Our Carmelite Rule exhorts us to “do some work, so that the devil may always find you occupied lest through idleness he may find some entrance into your souls.” It also urges us to “earn our bread through silent toil”. So in Carmel we are obliged to be self-supporting. The early years here were very challenging in this area.
We had to establish the means to support ourselves; a Heidelberg Platen press was installed, and we became involved in typesetting, printing, and marketing. We soon built up a successful business doing work for our Bishop, Wood Hall Centre and parishes throughout the diocese. Eventually we also developed Offset printing, learning new skills. Altar bread baking and marketing was also taken up to supplement our income.
One of the most challenging areas has been the garden and woodlands: 19 acres of rough land with poor, light soil. To begin with we concentrated on the grassland near to the house. When we tried to make a garden there we discovered that we had “built our house on rock” and that there was only a thin layer of soil over the whole area. One foot down we met rock, so every hole for trees and shrubs had to be dug out with a pick axe. It was heavy going but with perseverance and a great deal of hard work we managed to create a garden which gives us an amazing variety of flowering trees, shrubs, a large orchard and vegetable plot. Now, 50 years on, it keeps us well supplied with apples, plums, soft fruit and a wonderful variety of home grown vegetables.
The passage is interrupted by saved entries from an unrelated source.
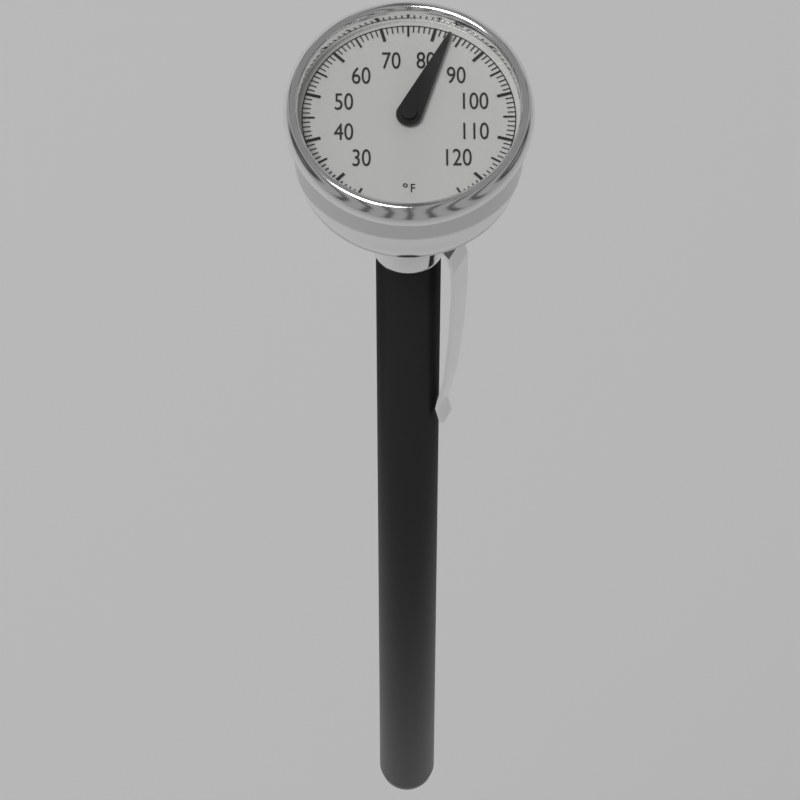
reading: 83 °F
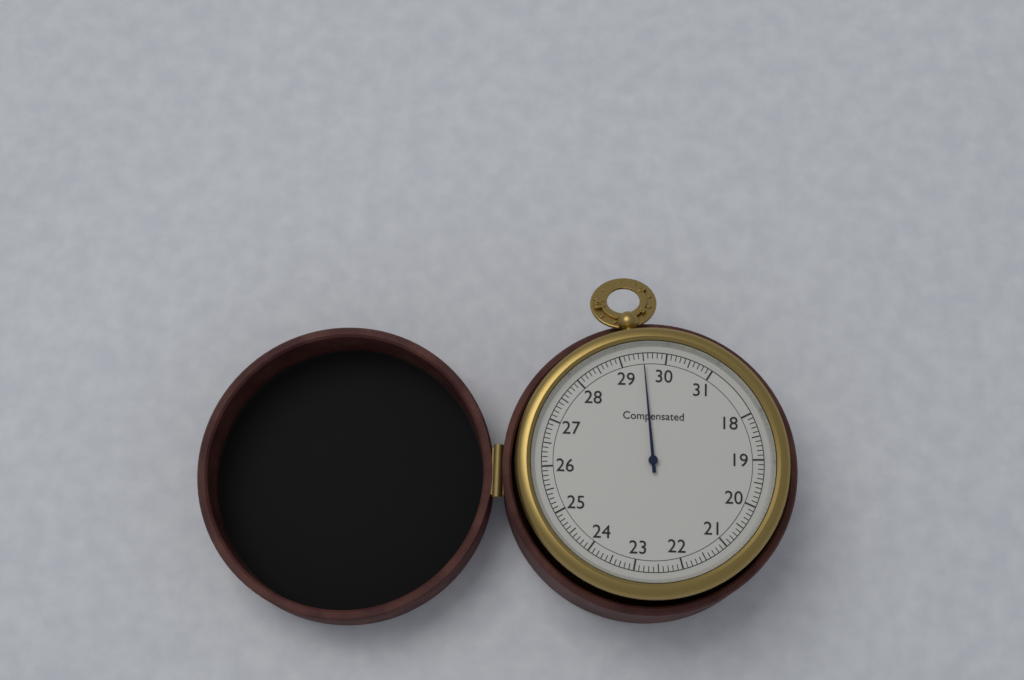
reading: 29.5 (no unit)
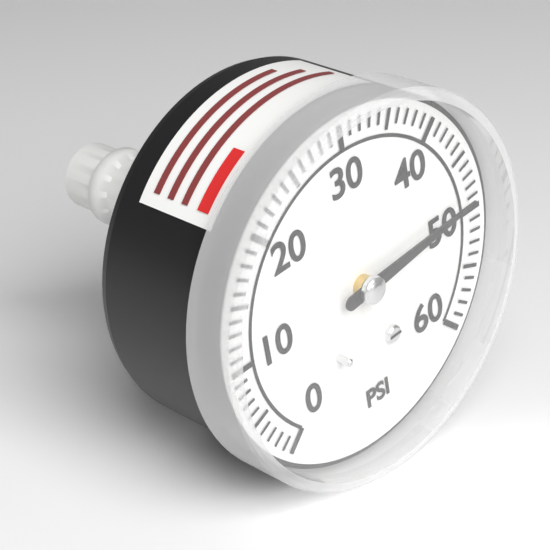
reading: 49 psi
The woods, too, were tamed, paths were cut through, and, with good management, provide a pleasant walking area within our enclosure. We continue to plant trees – especially necessary today as the Ash trees in our woods and all over the country are slowly dying, following on the loss of the Elms.
Once we had tamed the garden, we found we had space for keeping some livestock. We began with two goats, making butter and cheese from their milk. These led us a merry dance as they were far from docile, and needed to be tethered as they could leap over the fence into the vegetable plot. Also, if it rained, they began non – stop bleating, demanding to be taken inside! So, we graduated to keeping the more manageable milking cows. This went much better – but involved us in a great deal of work with hand milking, morning and evening, as well as butter and cheese making! We also acquired several bee hives.
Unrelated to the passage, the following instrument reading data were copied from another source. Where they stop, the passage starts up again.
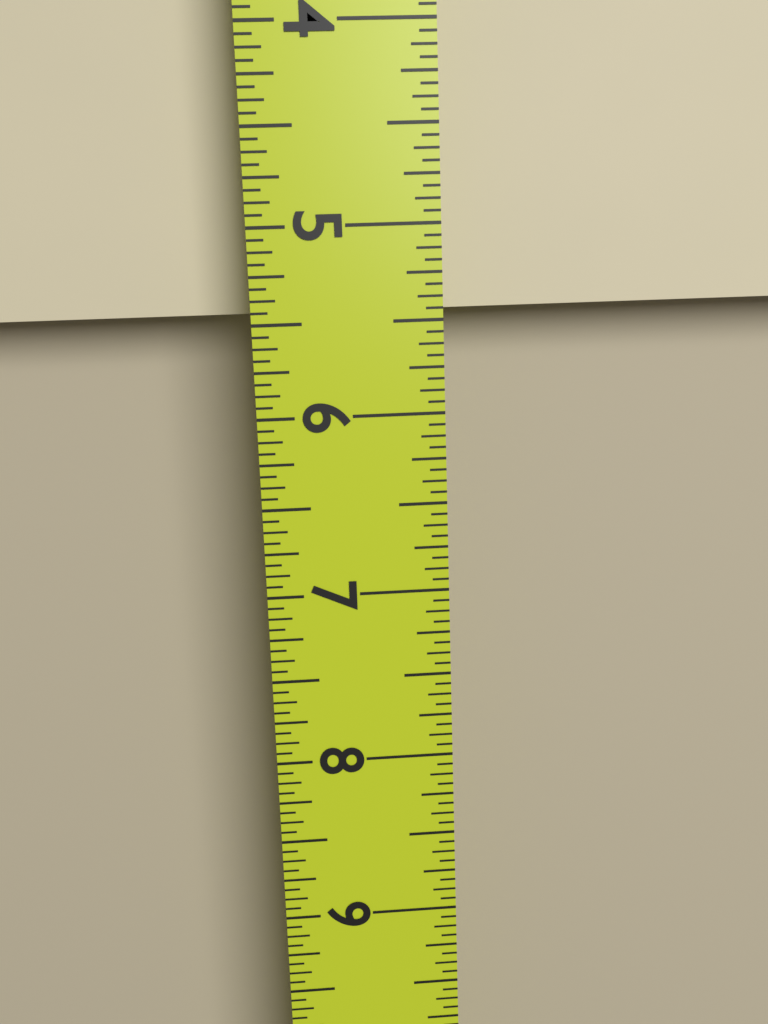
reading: 5.4375 in
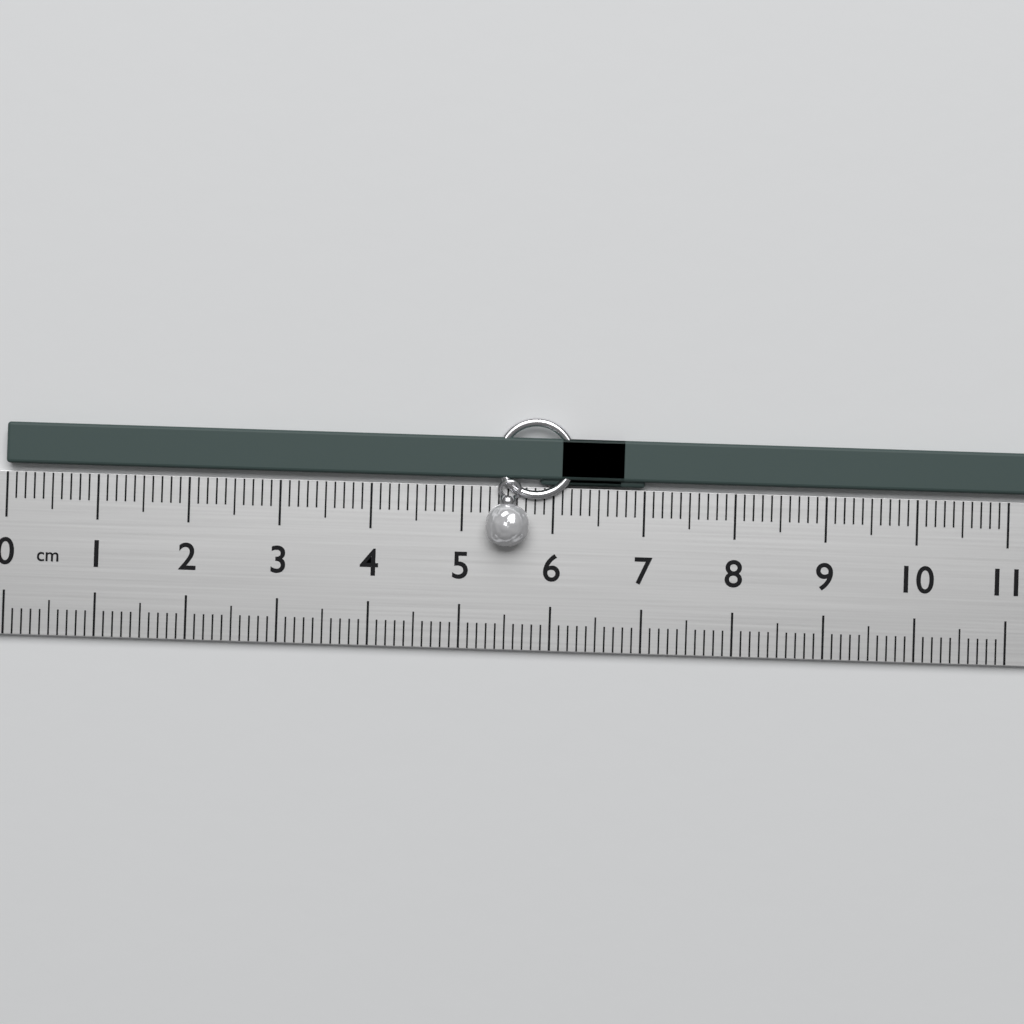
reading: 6.8 cm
At one point, a kind friend gave us three geese and these kept the grasslands in beautiful order until we discovered that they could take flight into the vegetable plot! Now we rely on a sit-on tractor mower! We also made a foray into sheep.
That is how it all began… (but it doesn’t stop there!)
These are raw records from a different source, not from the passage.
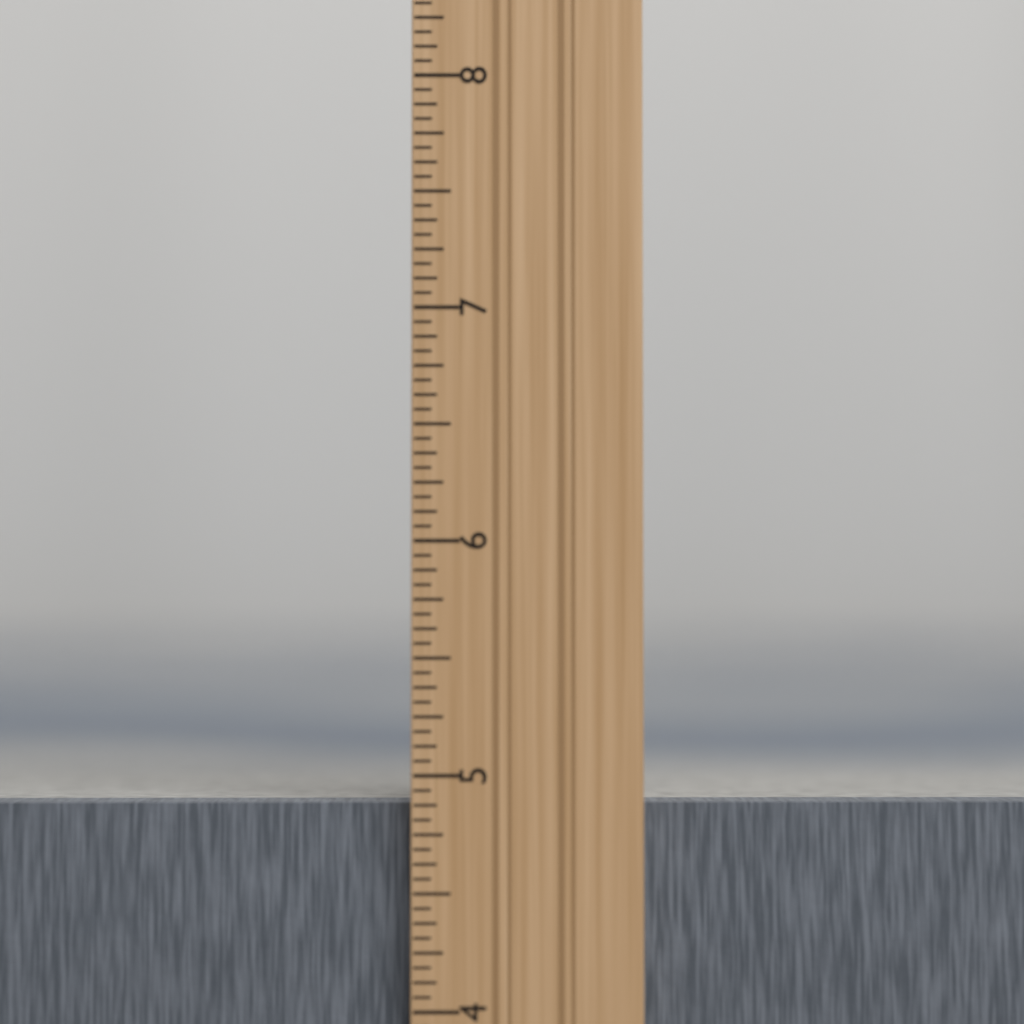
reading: 4.8750 in
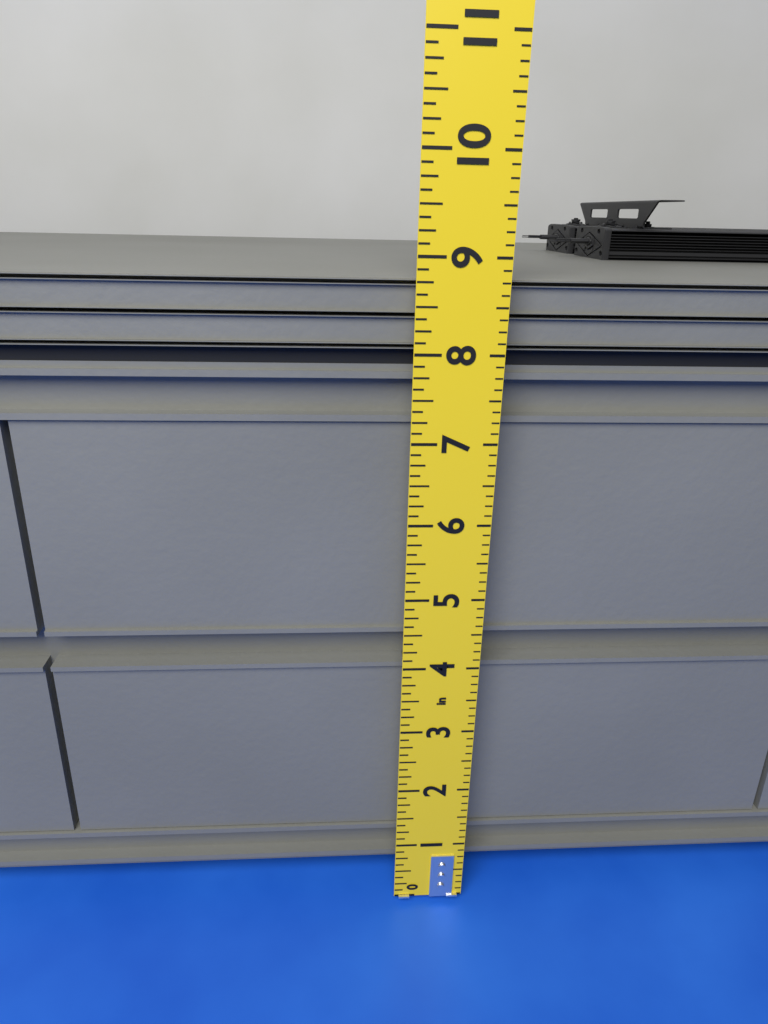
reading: 8.750 in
Historically, we have arrived at this particular moment. Our basic commitment follows hundreds of years of people who have been faithful to this call. Now, in our present moment we stand on their shoulders – we know where our past began, we know and cherish our present. We do not know the exact shape of our future, but together as a community of sisters, we can say with faith and trust with St Teresa, “Let us both go together, Lord; where so ever You go, we will go, and where so ever You lead, we will follow.